The Joint Distribution Committee must aid a minimum of 200,000 needy Jews in Israel, Europe and Moslem countries during 1952, at a cost of $23,507,300, it was emphasized by Moses A. Leavitt, executive vice-chairman of the J.D.C., in the annual report of the organization issued today.
Mr. Leavitt reported that the J.D.C. spent $21,555,550 during the past year. With this sum it aided 90,000 Jewish children in Morocco, Tunisia, Tripolitania. Iran and other countries of the Moslem world, provided urgently needed food or cash grants to nearly 100,000, medical care to some 57,000 and educational assistance to 80,000, in addition to thousands of others receiving other types of aid.
Reviewing the Malben work conducted by the J.D.C. in Israel to rehabilitate ill and handicapped newcomers to the Jewish state, Mr. Leavitt said that each month an average of 300 patients were discharge in 1951 as cured and set on the path toward economic self-support–chiefly by means of rehabilitation loans–to enable them to open their own shops and stores and through sheltered workshops. A special project, the “Village for the Blind,” near Gedera, saw some 75 blind men and their families, as the year ended, well on the way toward economic independence, earning their livelihoods by means of brush-and mattress-making and other craft. “In 1952, J.D.C. expects to provide facilities for the care of some 13,000 in need of Malben’s care,” Mr. Leavitt reported.
In 1952, Mr. Leavitt stressed, the troubled situation in Moslem lands makes it urgent for J.D.C. to: 1. Evaluate Jewish families from isolated villages to larger cities for safety and at the same time provide medical care, training and preparation for emigration to Israel; 2. Provide economic help in the form of tools, loans and training for destitute artisans in North African lands; 3. Extend the fight against misery, hunger and disease to Spanish Morocco, where 40 percent of the Jews urgently require J.D.C. help; 4. Continue, and in some areas increase, the large-scale feeding programs, medical services and educational opportunities for nearly 100,000 boys and girls throughout North Africa and the Near East.
In 1952, despite the large-scale recovery that has come to Europe’s Jews, Mr. Leavitt estimated that as many as 80,000 will require J.D.C.’s aid in order to survive. He also said that the J.D.C. hopes to aid some 10,000 men, women and children to emigrate from Europe during 1952.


- _Assigned task_
If a line in the listing includes the word "friend", copy it out.

____ Provided material

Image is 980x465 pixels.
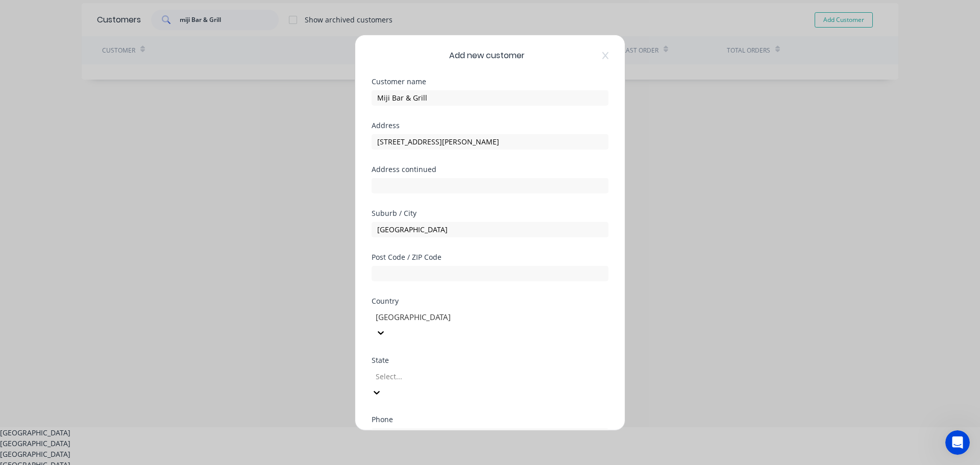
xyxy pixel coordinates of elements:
[371,165,608,172] div: Address continued
[371,356,608,363] div: State
[945,430,970,455] iframe: Intercom live chat
[371,121,608,128] div: Address
[371,298,608,305] div: Country
[371,78,608,85] div: Customer name
[371,209,608,216] div: Suburb / City
[371,253,608,261] div: Post Code / ZIP Code
[449,49,524,62] span: Add new customer
[371,416,608,423] div: Phone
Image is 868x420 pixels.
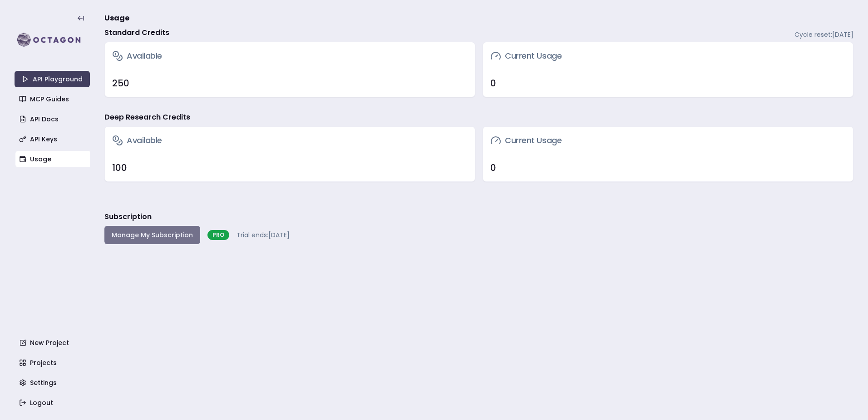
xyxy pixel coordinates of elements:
[15,91,91,107] a: MCP Guides
[112,50,162,62] h3: Available
[105,27,169,38] h4: Standard Credits
[491,161,846,174] div: 0
[112,161,468,174] div: 100
[208,230,229,240] div: PRO
[14,71,90,87] a: API Playground
[15,394,91,411] a: Logout
[237,231,290,239] span: Trial ends: [DATE]
[491,134,562,146] h3: Current Usage
[112,77,468,89] div: 250
[105,13,129,23] span: Usage
[15,334,91,351] a: New Project
[15,111,91,127] a: API Docs
[105,211,152,222] h3: Subscription
[15,374,91,391] a: Settings
[15,354,91,371] a: Projects
[105,112,190,122] h4: Deep Research Credits
[491,77,846,89] div: 0
[14,31,90,49] img: logo-rect-yK7x_WSZ.svg
[491,50,562,62] h3: Current Usage
[112,134,162,146] h3: Available
[795,30,854,39] span: Cycle reset: [DATE]
[15,131,91,147] a: API Keys
[15,151,91,167] a: Usage
[105,226,200,244] button: Manage My Subscription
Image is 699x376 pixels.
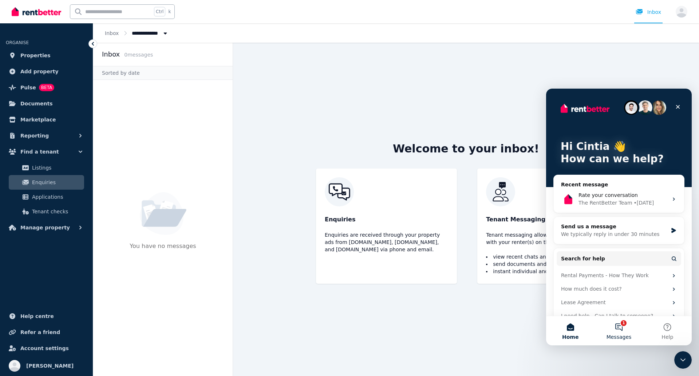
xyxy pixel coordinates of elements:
[6,112,87,127] a: Marketplace
[20,311,54,320] span: Help centre
[102,49,120,59] h2: Inbox
[168,9,171,15] span: k
[636,8,661,16] div: Inbox
[486,253,610,260] li: view recent chats and chat history
[20,99,53,108] span: Documents
[325,231,448,253] p: Enquiries are received through your property ads from [DOMAIN_NAME], [DOMAIN_NAME], and [DOMAIN_N...
[6,325,87,339] a: Refer a friend
[486,267,610,275] li: instant individual and group messaging
[20,147,59,156] span: Find a tenant
[6,80,87,95] a: PulseBETA
[6,40,29,45] span: ORGANISE
[9,204,84,219] a: Tenant checks
[325,215,448,224] p: Enquiries
[93,66,233,80] div: Sorted by date
[9,160,84,175] a: Listings
[6,64,87,79] a: Add property
[546,89,692,345] iframe: Intercom live chat
[9,189,84,204] a: Applications
[6,48,87,63] a: Properties
[154,7,165,16] span: Ctrl
[6,309,87,323] a: Help centre
[6,220,87,235] button: Manage property
[105,30,119,36] a: Inbox
[20,327,60,336] span: Refer a friend
[6,144,87,159] button: Find a tenant
[486,215,546,224] span: Tenant Messaging
[20,343,69,352] span: Account settings
[26,361,74,370] span: [PERSON_NAME]
[486,260,610,267] li: send documents and files
[20,131,49,140] span: Reporting
[6,96,87,111] a: Documents
[20,67,59,76] span: Add property
[39,84,54,91] span: BETA
[675,351,692,368] iframe: Intercom live chat
[32,207,81,216] span: Tenant checks
[130,242,196,263] p: You have no messages
[325,177,448,206] img: RentBetter Inbox
[6,128,87,143] button: Reporting
[93,23,181,43] nav: Breadcrumb
[20,115,56,124] span: Marketplace
[124,52,153,58] span: 0 message s
[20,51,51,60] span: Properties
[12,6,61,17] img: RentBetter
[9,175,84,189] a: Enquiries
[393,142,539,155] h2: Welcome to your inbox!
[32,163,81,172] span: Listings
[20,83,36,92] span: Pulse
[6,341,87,355] a: Account settings
[486,231,610,246] p: Tenant messaging allows you to communicate with your renter(s) on the platform.
[32,178,81,187] span: Enquiries
[32,192,81,201] span: Applications
[140,192,187,235] img: No Message Available
[486,177,610,206] img: RentBetter Inbox
[20,223,70,232] span: Manage property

________

- _Output below_
[6,325,87,339] a: Refer a friend
[20,327,60,336] span: Refer a friend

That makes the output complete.